Image two: E-book titled Atomic Frontier Days: Hanford and the American West (2011) - synopsis: The 586-square-mile Hanford compound on the Columbia River is known both for its origins as part of the Manhattan Project, which made the first atomic bombs, and for the monumental effort now under way to clean up forty-five years of waste from manufacturing plutonium for nuclear weapons. Atomic Frontier Days tells a complex story of production, community building, politics, and environmental sensibilities. In brilliantly structured parallel stories, the authors bridge the divisions that accompany the Hanford nuclear reservation's headlines and offer perspective on today's controversies.

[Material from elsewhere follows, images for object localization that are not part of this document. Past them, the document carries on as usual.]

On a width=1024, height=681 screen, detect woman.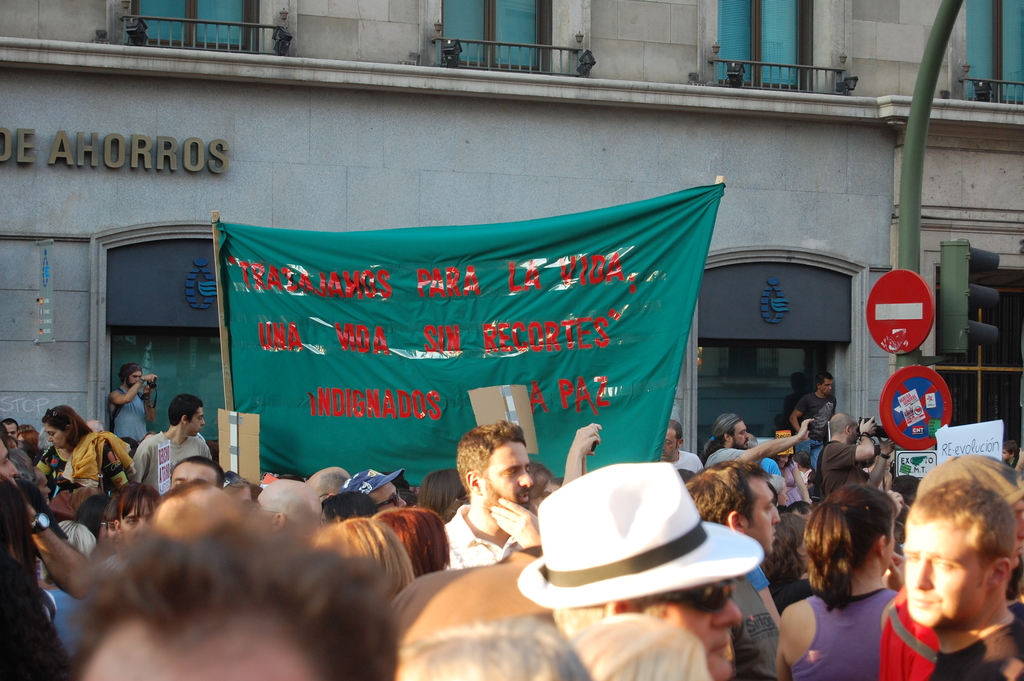
<bbox>771, 481, 900, 680</bbox>.
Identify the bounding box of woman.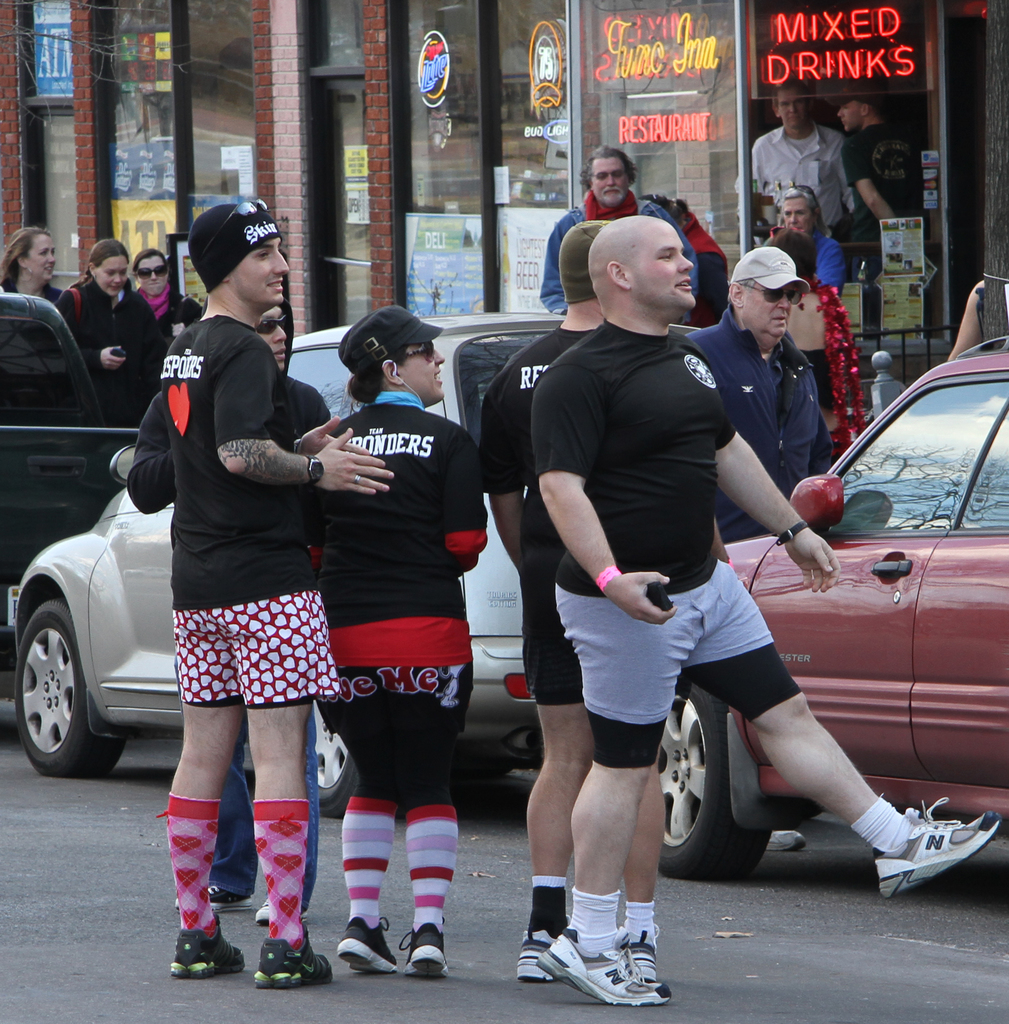
bbox(52, 239, 161, 428).
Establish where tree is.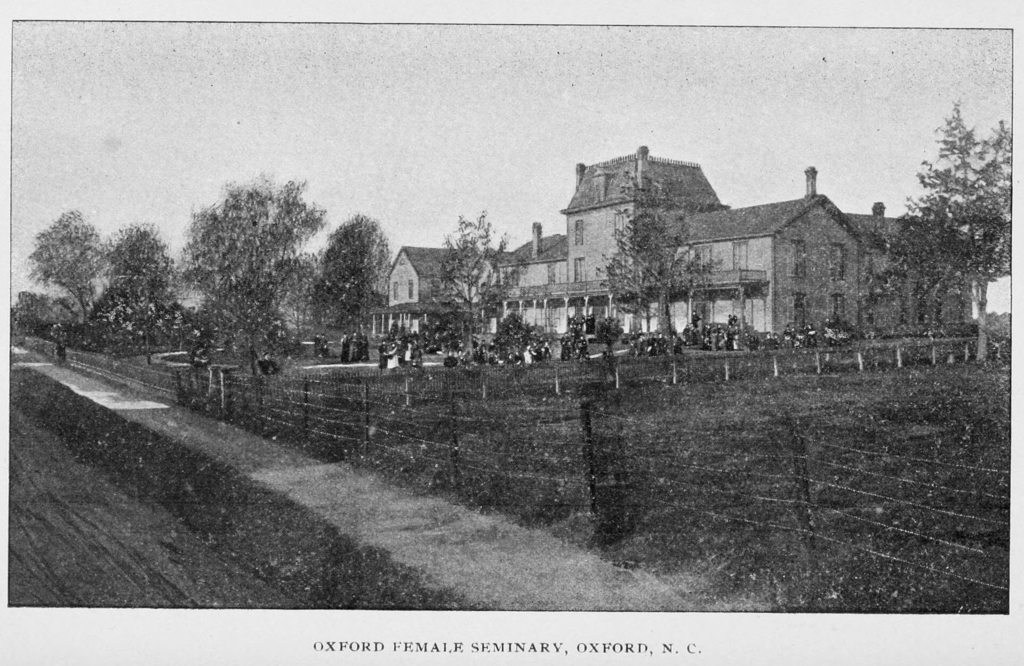
Established at box=[31, 215, 105, 320].
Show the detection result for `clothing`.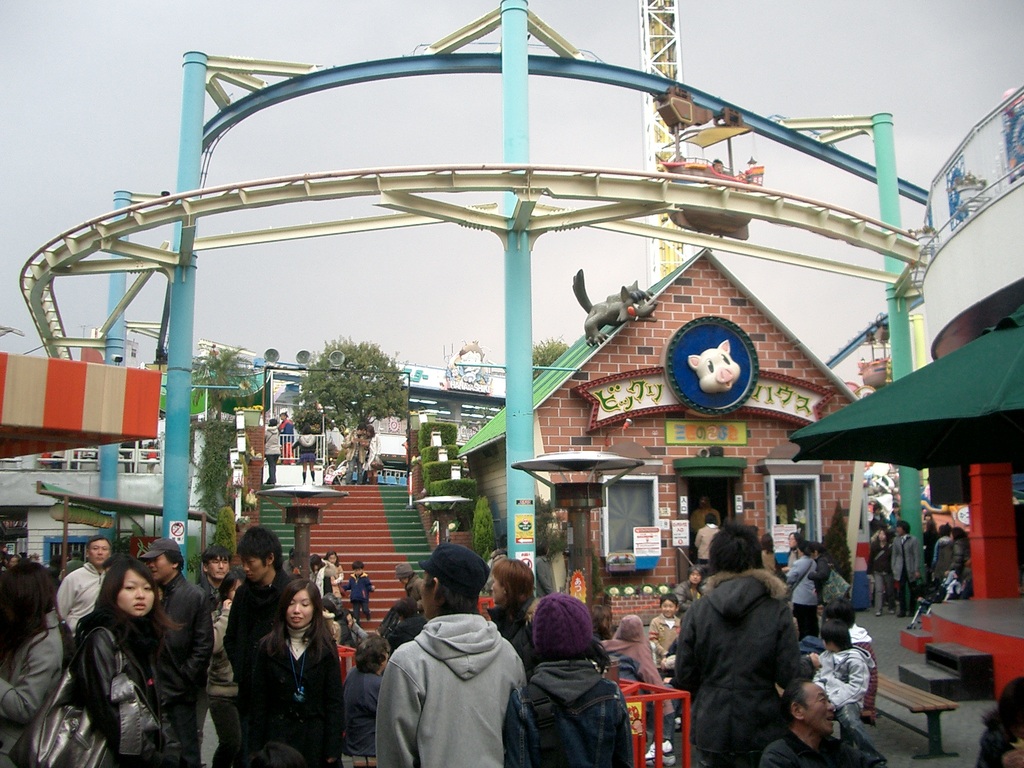
367, 596, 529, 767.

Image three: E-book titled Woodstock Scholarship: An Interdisciplinary Annotated Bibliography (2016) - synopsis: Since August 1969, the Woodstock Music and Art Fair looms large when recounting the history and impact of the baby boom generation and the societal upheavals of the Sixties. This interdisciplinary annotated bibliography records the details of over 400 English-language resources on the Festival, including books, chapters, articles, websites, transcriptions and videos. Divided into six main subsections―Culture & Society, History, Biography, Music, Film, Arts & Literature―for ease of consultation Woodstock Scholarship sheds light on all facets of a key happening in our collective history.